Chevron’s idea of a perfect sunset view. Photo courtesy of Wikimedia

Propositions like this are why some people think it makes sense to divide the great state of California. The state that feeds the nation! Country folk are sick and tired of laws designed to get city folk out of their dumb cars. Laws that make their lives even more difficult. But the people who tried to put this proposition on the ballot couldn’t give a hoot about the far bigger cost of living crisis in California — housing. As long as housing costs remain insane here, people will always have to spend more money on gasoline. Instead of petitioning to keep their buddies at Chevron rolling in dough, politicians who want to retain their constituents should be focusing on creating affordable housing and EFFECTIVE public transit.
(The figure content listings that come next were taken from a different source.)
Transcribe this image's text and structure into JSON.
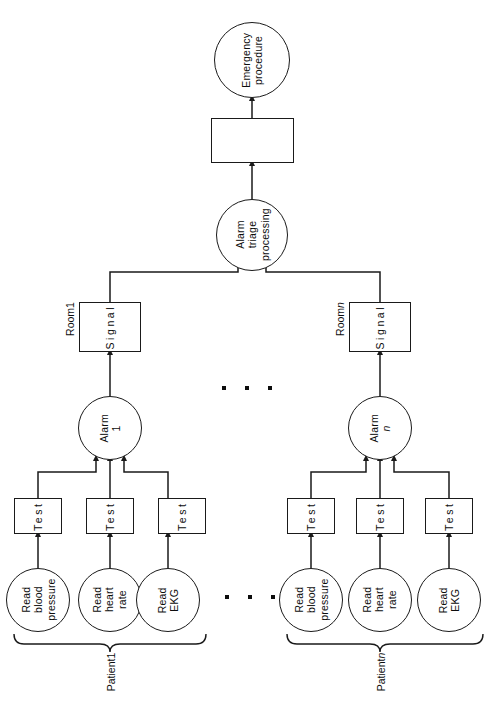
{
  "diagram": {
    "stroke_color": "#1a1a1a",
    "text_color": "#0d0d0d",
    "background": "#ffffff"
  },
  "top": {
    "emergency_procedure": "Emergency\nprocedure",
    "emergency_procedure_line1": "Emergency",
    "emergency_procedure_line2": "procedure",
    "unlabeled_box": "",
    "alarm_triage_line1": "Alarm",
    "alarm_triage_line2": "triage",
    "alarm_triage_line3": "processing"
  },
  "rooms": [
    {
      "caption_prefix": "Room ",
      "caption_index": "1",
      "caption_italic": false,
      "signal_label": "Signal",
      "alarm_line1": "Alarm",
      "alarm_index": "1",
      "alarm_index_italic": false
    },
    {
      "caption_prefix": "Room ",
      "caption_index": "n",
      "caption_italic": true,
      "signal_label": "Signal",
      "alarm_line1": "Alarm",
      "alarm_index": "n",
      "alarm_index_italic": true
    }
  ],
  "patients": [
    {
      "caption_prefix": "Patient ",
      "caption_index": "1",
      "caption_italic": false,
      "tests": [
        "Test",
        "Test",
        "Test"
      ],
      "reads": [
        {
          "line1": "Read",
          "line2": "blood",
          "line3": "pressure"
        },
        {
          "line1": "Read",
          "line2": "heart",
          "line3": "rate"
        },
        {
          "line1": "Read",
          "line2": "EKG",
          "line3": ""
        }
      ]
    },
    {
      "caption_prefix": "Patient ",
      "caption_index": "n",
      "caption_italic": true,
      "tests": [
        "Test",
        "Test",
        "Test"
      ],
      "reads": [
        {
          "line1": "Read",
          "line2": "blood",
          "line3": "pressure"
        },
        {
          "line1": "Read",
          "line2": "heart",
          "line3": "rate"
        },
        {
          "line1": "Read",
          "line2": "EKG",
          "line3": ""
        }
      ]
    }
  ],
  "ellipses": {
    "alarm_level": "• • •",
    "read_level": "• • •",
    "dot_count": 3
  }
}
Transit like LA Metro, not that waste of money that claims it will one day be a high-speed rail line.

Ballotpedia has more information on this proposition which will be on the ballot in November. The GOP in California will continue fighting to keep Chevron as the second highest revenue-generating company in the state. After all, Chevron invested $8.4 million just last year on politicians and lobbyists in California alone. That’s right, the state which leads in clean energy adoption and clean tech innovation has a dirty little secret. Only one other California company makes more money than this single oil company. And this story was written on one of their devices.

[Edit: Chevron’s political contributions in California total $8.4 million, not $235 million as previously published.]